Several basic questions can be asked about this model. Among them, of enormous importance is the notion of subgraph count. For example, I can ask "How many triangles are there in this graph?" by which I mean "How many groups of 3 people A, B, C are there such that all of them know each other?". Our understanding of how exactly this count behaves (on a very precise level) was actually open until very recently. But as one may imagine, it is possible to ask this question for any configuration, say the count of four people A, B, C, D forming a "square". In this spirit, this paper provides a generalization of the recent triangle result, extending it to every possible "regular" subgraph, which is every configuration where each person knows the same number of people among the rest (the square example is one such - everyone knows 2 others in the group).
Some recent classes I have been a GSI (TA) for:
- Fall 2024, STAT 205A (Graduate Probability Theory Part 1) — Prof. Steve Evans
- Spring 2024, STAT 205B (Graduate Probability Theory Part 2) — Prof. Shirshendu Ganguly
- Spring 2024, STAT 206 (Advanced Topics in Probability and Stochastic Processes) — Prof. Steve Evans
- Fall 2023, STAT 154/254 (Modern Statistical Prediction and Machine Learning) — Prof. Nikita Zhivotovskiy
Prior to that, I have been a GSI for STAT 205A (Graduate Probability Theory Part 1), STAT 134 (which is an upper-division probability class for undergraduates), and STAT 88 (which is a more introductory variant of STAT 134 combined with some emphasis on statistics).
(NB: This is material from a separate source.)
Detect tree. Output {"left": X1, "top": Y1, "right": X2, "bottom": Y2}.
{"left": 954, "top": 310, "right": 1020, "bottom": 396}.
Apart from research, I spend a significant amount of time coding, making simulations (often probabilistic in nature!) and (simple/incomplete) games. Although I am no longer active in the scene, I used to participate quite frequently in competitive programming competitions, for example, on Codeforces (mbrc) and Codechef (mbrc). Once a year, I would also participate in the now-defunct but celebrated Google Code Jam. In 2021, I (with my team of 3) qualified for the ICPC World Finals, held in Moscow, Russia.
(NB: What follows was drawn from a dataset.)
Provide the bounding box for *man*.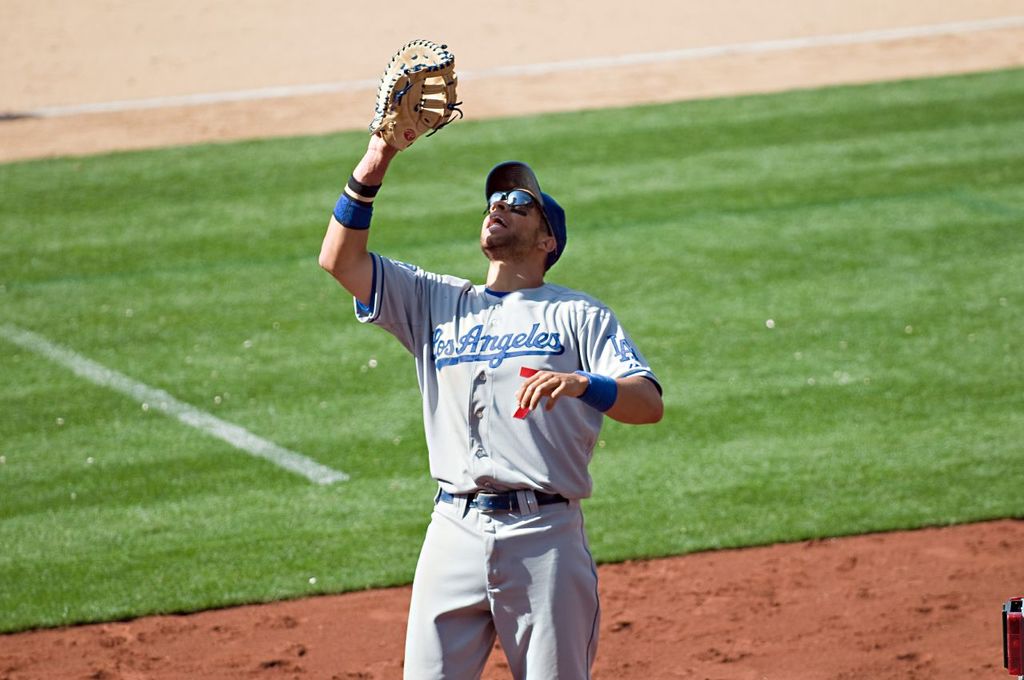
[339, 141, 666, 679].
These more "scientific" pursuits aside, I also enjoy gaming, listening to music, reading manga, and watching anime/TV shows. I participated (as a team of one) in one of the biggest game jams, the GMTK Game Jam 2023 - a 48-hour game jam based around a theme. My entry, A Conscious Virus, can be found here.
This website is created using flask (and by implication, python), with
tailwind for styling. The majority of the content here is rendered from markdown, and
structural information (for instance, the data for the papers or the seminar) is recorded as .toml
files, which is
parsed and loaded into jinja templates. Client-side interactivity
uses Alpine.js, which also handles persisting the toggled sections into
localStorage. KaTeX is
used to render the \(math\).
An older version of this website was written using rust and actix. A significant amount of
boilerplate was invested in type-checking .toml
files, something I have since found useless since all the parsing
happens at server start and hence errors can be caught at that point (surprisingly, actix itself didn't need much code,
and I was pleased with the UX). As a result, the 500-line codebase is now just less than 90 lines of python
(discounting the blog feature which was not present earlier).